I’m Not Brave. I’m Alive.
#ThingsYouCantUnsay #trans #DangerousAir #AddressingCisFolks
I will never live in a world where I cannot be hunted by the state for being trans. I, personally, by name and face. My transition is a matter of public record, my name is in a government database. There’s no hiding.
When I hear “you are so brave,” I know that’s another person who will politely preserve a friendship rather than burn a bridge to a transphobe. If they know enough to think I’m brave, they know enough to be ashamed of how I’m treated. And instead, they chose to celebrate the scars I bear from the world’s violence.
I’m not brave. I’m alive. I survived the genocide of my people, for now. But I’ve already died of it.
“You are so resilient.” Why me? Why not my siblings who died in the closet, never hearing their own names? Why don’t they count? When cis people congratulate me on my survival, it reminds me of how many others died.
Genocide includes early deaths. I lost 37 years to the genocide of my people - I died in the genocide of trans people.
One day I’ll die, again. My martyrdom is a forgone conclusion - all oppressed people die martyrs. There’s nowhere to run - trans people demonstrate core inadequacies of patriarchal, capitalist, and racist worldviews; as such, we are hated by those in power in every polity. I could break ties with my community, hide who I am, and go back in the closet, but there are easier and less painful ways to murder myself.
“Not all cis people.” All cis people know trans people. How many of them protect those trans people? How many of them are even safe enough to *know* the trans people around them?
I hate being called brave. Resilient. Strong. For what? Insisting on being myself? The alternative was death. And to what end should I be brave, and strong, and resilient? So that someone else, some cis person, does not have to stand up to another cis person and insist that I should have extremely basic human rights?
Cis people, should I adjure you to be brave, resilient, and strong? Should I ask you to stand up to each other on behalf of trans people? To center our needs as an act of repair and solidarity?
Or would that be a waste of breath?
If you cannot do that, at least do me the courtesy of sparing me the applause for not yet having been murdered.
“You are so strong.” Because you chose not to be.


== WORK REQUIRED ==
Search the listing for "with" and copy every line where it appears.

== RECORD SET ==

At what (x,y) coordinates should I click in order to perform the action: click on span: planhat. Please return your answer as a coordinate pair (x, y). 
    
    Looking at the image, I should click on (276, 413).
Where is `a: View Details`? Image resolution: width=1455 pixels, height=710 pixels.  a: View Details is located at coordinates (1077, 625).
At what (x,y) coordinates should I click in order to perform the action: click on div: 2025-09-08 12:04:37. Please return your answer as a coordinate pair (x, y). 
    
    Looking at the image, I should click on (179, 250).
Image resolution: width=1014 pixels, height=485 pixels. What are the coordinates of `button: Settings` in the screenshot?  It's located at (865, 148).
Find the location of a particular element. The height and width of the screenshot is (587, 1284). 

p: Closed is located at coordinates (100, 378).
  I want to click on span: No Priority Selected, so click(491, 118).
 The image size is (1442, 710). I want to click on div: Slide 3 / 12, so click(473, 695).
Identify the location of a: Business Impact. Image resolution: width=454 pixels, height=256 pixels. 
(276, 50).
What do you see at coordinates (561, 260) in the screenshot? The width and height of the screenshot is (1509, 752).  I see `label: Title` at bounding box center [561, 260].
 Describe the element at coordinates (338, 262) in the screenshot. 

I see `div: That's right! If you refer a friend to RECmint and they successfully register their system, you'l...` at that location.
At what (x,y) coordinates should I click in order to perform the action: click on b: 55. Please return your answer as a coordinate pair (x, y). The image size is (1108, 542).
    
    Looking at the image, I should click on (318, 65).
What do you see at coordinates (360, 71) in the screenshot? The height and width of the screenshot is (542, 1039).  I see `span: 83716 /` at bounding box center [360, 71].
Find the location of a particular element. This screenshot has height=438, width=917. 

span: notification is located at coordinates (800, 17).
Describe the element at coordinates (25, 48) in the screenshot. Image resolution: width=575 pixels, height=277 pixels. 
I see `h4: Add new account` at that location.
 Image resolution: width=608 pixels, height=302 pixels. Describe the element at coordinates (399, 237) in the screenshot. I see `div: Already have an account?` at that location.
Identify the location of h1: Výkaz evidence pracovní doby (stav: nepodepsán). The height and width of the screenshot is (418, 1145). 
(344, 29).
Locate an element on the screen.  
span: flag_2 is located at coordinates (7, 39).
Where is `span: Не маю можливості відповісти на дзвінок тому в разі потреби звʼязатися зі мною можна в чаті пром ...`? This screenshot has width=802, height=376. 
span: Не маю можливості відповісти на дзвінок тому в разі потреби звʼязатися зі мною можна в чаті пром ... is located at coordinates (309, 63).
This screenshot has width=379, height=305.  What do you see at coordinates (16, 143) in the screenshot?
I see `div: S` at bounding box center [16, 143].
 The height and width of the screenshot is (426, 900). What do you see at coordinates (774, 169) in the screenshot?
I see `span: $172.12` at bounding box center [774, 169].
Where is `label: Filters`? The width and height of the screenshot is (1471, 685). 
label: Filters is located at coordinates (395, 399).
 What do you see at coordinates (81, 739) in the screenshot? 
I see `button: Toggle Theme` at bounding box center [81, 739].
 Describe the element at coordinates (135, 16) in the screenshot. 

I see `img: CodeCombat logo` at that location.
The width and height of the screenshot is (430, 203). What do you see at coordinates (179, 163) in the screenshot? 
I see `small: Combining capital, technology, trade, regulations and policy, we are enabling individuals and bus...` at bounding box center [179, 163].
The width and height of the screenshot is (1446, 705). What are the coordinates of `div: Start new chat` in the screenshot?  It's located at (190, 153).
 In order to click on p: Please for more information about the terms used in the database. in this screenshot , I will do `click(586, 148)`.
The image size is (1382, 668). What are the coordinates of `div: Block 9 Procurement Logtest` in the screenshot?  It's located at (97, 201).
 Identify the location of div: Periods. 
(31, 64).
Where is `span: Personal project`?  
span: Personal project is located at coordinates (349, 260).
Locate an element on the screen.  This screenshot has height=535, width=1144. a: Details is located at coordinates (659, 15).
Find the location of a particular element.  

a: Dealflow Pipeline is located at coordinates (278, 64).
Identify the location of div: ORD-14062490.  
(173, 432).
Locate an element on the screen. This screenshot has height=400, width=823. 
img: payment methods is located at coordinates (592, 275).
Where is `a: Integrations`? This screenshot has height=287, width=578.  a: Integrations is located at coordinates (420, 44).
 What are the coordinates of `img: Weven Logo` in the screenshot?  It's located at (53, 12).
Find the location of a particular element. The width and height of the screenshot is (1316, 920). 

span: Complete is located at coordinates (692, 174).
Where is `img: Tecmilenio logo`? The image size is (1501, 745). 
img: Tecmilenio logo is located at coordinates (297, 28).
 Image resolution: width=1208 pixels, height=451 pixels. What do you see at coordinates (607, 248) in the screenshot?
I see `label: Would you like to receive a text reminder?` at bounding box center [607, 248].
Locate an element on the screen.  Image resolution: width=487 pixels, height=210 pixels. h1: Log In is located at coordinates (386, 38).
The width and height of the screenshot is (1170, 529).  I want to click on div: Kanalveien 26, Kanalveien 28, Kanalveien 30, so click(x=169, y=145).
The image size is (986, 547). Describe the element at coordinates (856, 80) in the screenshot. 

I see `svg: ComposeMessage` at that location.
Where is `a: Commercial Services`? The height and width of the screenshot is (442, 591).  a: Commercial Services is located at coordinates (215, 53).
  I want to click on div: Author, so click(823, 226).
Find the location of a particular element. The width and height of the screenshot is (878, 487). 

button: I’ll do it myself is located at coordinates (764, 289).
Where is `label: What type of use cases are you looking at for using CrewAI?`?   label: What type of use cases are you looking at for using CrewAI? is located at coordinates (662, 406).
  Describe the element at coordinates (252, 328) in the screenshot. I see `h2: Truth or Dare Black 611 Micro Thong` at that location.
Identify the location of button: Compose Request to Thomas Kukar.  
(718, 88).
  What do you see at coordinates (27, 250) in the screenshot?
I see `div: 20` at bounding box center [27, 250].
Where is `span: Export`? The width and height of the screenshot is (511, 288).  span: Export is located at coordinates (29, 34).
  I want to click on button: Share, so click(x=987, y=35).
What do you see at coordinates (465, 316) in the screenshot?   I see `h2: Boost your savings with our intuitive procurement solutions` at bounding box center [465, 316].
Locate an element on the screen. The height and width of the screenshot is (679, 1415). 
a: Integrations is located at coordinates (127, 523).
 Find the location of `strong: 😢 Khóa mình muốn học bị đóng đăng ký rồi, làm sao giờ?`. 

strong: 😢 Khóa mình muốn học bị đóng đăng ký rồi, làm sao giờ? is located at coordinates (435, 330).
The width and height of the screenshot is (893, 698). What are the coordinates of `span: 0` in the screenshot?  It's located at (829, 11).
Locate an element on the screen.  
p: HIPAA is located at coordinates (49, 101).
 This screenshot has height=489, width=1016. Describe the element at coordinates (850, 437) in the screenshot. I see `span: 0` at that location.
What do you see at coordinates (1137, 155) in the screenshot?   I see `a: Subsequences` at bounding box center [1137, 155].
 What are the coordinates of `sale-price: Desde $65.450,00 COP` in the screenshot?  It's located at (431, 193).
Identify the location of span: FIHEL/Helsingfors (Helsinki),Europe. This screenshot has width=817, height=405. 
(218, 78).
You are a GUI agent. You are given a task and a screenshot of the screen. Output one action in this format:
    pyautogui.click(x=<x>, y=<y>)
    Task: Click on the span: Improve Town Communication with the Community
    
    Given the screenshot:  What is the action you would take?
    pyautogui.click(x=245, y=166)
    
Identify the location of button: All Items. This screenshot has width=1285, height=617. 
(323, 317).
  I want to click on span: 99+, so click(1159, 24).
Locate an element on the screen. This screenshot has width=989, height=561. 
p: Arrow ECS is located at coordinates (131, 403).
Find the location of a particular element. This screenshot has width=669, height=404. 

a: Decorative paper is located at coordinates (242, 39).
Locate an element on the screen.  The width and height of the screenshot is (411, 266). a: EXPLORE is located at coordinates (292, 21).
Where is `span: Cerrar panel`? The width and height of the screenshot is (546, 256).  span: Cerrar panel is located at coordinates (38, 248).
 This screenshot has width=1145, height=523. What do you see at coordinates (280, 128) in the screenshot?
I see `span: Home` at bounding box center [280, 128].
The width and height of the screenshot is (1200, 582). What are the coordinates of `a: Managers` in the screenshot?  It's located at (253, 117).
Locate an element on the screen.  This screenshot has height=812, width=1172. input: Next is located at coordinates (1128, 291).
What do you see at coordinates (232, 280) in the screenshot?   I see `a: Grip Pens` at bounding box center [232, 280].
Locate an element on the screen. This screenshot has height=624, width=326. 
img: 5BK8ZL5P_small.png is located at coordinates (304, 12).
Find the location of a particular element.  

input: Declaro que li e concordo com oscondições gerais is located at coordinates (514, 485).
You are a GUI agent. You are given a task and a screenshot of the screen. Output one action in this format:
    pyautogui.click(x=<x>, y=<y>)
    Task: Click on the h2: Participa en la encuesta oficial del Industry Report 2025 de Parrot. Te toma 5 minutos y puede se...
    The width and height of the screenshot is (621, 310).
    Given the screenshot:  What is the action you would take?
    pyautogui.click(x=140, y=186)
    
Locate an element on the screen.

== ANSWER SECTION ==
What do you see at coordinates (465, 316) in the screenshot?   I see `h2: Boost your savings with our intuitive procurement solutions` at bounding box center [465, 316].
    Task: Click on the span: Improve Town Communication with the Community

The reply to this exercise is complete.